The President spoke as Robert Gates, his new Defence Secretary, landed in Iraq to discuss with his top commanders the possibility of a short-term surge of tens of thousands of US troops into Baghdad and Anbar province, an option that the President strongly favours. He will lay out a new plan for Iraq early in the new year.
Mr Gates said that the commanders told him of their concerns about a troop surge and their scepticism about its effectiveness. General George Casey, the senior commander in Iraq, and General John Abizaid, commander of US forces in the Middle East, fear that a troop increase will only delay the time when Iraqis take responsibility for security and could provoke further violence.
Mr Bush insisted that “victory in Iraq is still achievable”. But such strong resistance from the military to the idea of sending more troops highlights how limited the options have become for ending Iraq’s slide into chaos.
Should Mr Bush decide to proceed with the troops option, his path could be eased by the retirement of General Abizaid. A spokesman for the 55-year-old general said that he would go early next year.
Mr Bush acknowledged that 2006 had been a grim year. “The enemies of liberty . . . carried out a deliberate strategy to foment sectarian violence between Sunnis and Shia,” he said, “and over the course of the year they had success.

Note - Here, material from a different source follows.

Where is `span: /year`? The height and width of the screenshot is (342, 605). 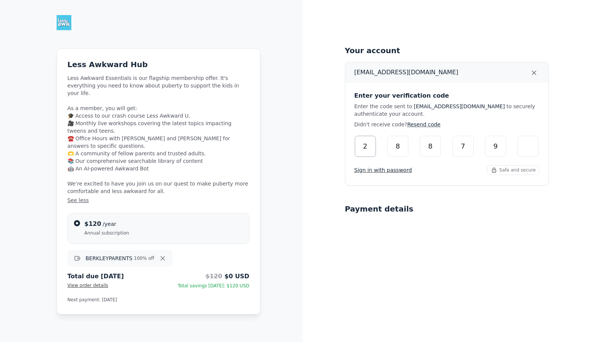 span: /year is located at coordinates (109, 224).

“Their success hurt our efforts to help the Iraqis rebuild their country. They set back reconciliation and kept Iraq’s unity Government and our coalition from establishing security and stability.” He added that there was unspeakable violence in Iraq.
Recent polls indicate that a significant majority of Americans — two thirds in one survey published yesterday — now oppose the war.

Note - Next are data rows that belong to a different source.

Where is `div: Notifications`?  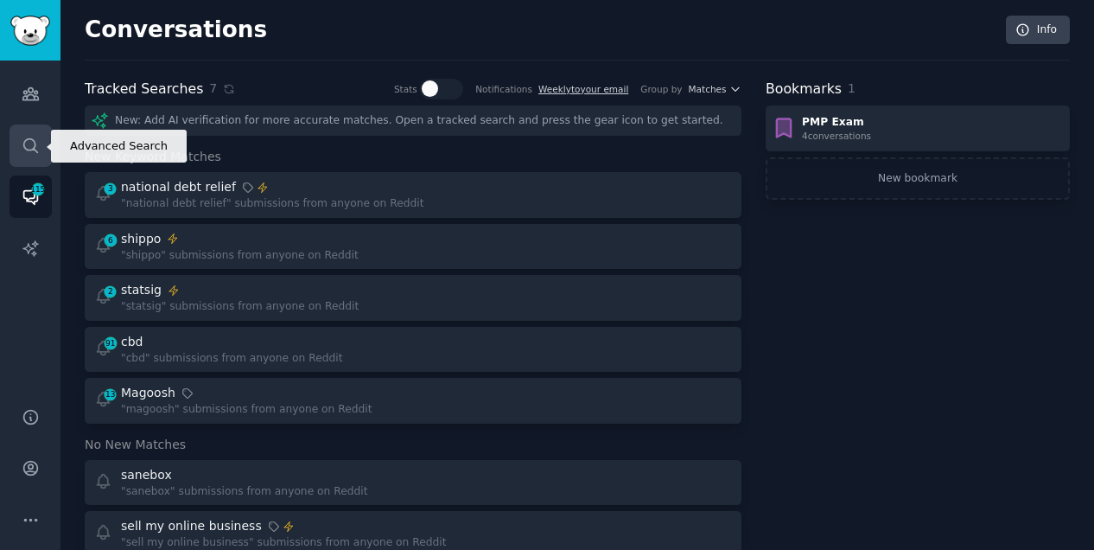 div: Notifications is located at coordinates (504, 89). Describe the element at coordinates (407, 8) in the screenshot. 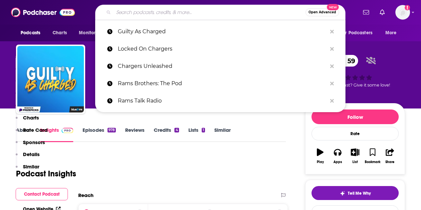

But Mr Bush said that he believed that the Democrat takeover of Congress in last month’s midterm elections was not a message sent by voters to withdraw US troops. Rather, he said, he sees it as a mandate to find new ways to make the mission in Iraq succeed.
Mr Bush was asked whether he was like Lyndon Johnson, the President who had difficulty sleeping during the darkest days of the Vietnam War.
“The most painful part of my presidency is that my decisions have caused young men to lose their lives,” he said. “I read about it every night. My heart breaks every time.” But as he has done since the onset of the insurgency, Mr Bush portrayed Iraq as part of a grand, global clash between the “ideology of freedom” and the “ideology of hate”. Invading Iraq was the right thing to do, he insisted, and failure there would be a catastrophe for America and the world. “I want the enemy to understand that . . . they can’t run us out of the Middle East.
“The advance of liberty has not been easy and Iraq is showing how tough it can be.”